Likewise, Gottmik’s Gott Sexx Sex Juice makes its user convinced of her own sexiness, despite the inefficacy of the product. Both of these concepts had me cackling on my sofa, but neither of the queens quite understood their own joke, rendering the branding too bizarre to be effective. Both Utica and Gottmik have their strengths and could go all the way to the end, but like Gigi Goode’s just slightly-off-the-mark “Goodnight Bitch” sedative/perfume from last season, this marginally misplaced branding from both queens is a good indicator that they’re not quite self-aware enough of their own appeals to go all the way.

Additionally, Kandy Muse’s fairly funny ad missed a huge opportunity. Her soda “The K Special” was perhaps not allowed by the show’s censors to be called the more obvious “Special K” or even some play on a “K hole.” But marketing a soda designed to transport one to their own private VIP section, without referencing her own infamous “Sitting Alone in VIP” meme, seems like a missed opportunity that should have been addressed.

Then, of course, there is Symone. Her soda, Sweet Toof, and subsequent ad hit exactly the mark Tina missed—hilariously encapsulating Symone’s dry wit and undeniable sex appeal without taking her whole schtick too seriously. Also, I bought the “Sweet Toof” necklace from Instagram as I watched the episode, so great job selling that to me, Symone.

This season, the judges seem to have decided that since no one can beat Symone, she should at least share the spotlight until its time to take the crown. She and Rosé both won, which seems fair in a competition where Symone is simply so much better than everyone else that it’s unfair.

The real surprise came when Tina Burner landed on the bottom, not for being bad, just for being kind of boring. As many of the friends and co-workers who messaged me this weekend to express their outrage noted, Gottmik’s ad was demonstrably “worse” than Tina’s.
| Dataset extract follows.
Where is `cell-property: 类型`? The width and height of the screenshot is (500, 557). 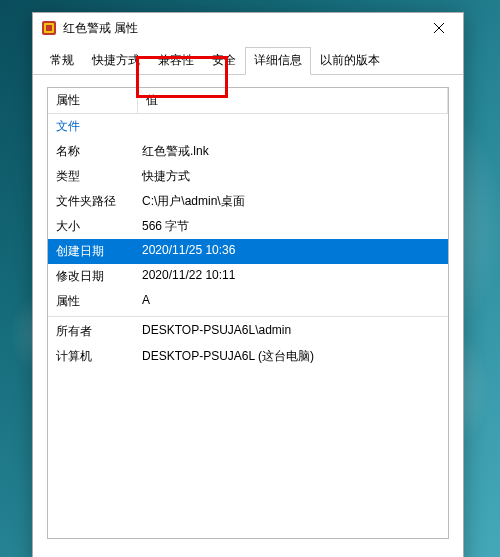
cell-property: 类型 is located at coordinates (93, 176).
Utica’s surrealist masterpiece was obviously the worst of the bunch, but one could even argue that Kandy’s disjointed advert was worse than the technically correct but spiritually off contribution from Tina.

Thus, Tina perhaps did not “belong” on the bottom in her adorable little monster suit, and her lip-synch to “My Humps” was absolutely less confusing than Utica’s, which consisted of a lot more arm licking than one generally likes to see on the runway. But just as Carson said he’d be thrilled to never see orange, red, and yellow on the main stage again, in the end, Utica is a weirdo, one never knows what she will do, while everyone, including the judges, viewers at home, and other contestants, know exactly what to expect from Tina Burner. That sameness might be a reliable brand in New York City but on TV simply comes off stagnant. Tina Burner did not necessarily “lose” to Utica, but if the unfair culling means I never again have to sit through another variation on the firefighter/housewife theme, then just this once, I am completely okay with the transparent unfairness of the Race.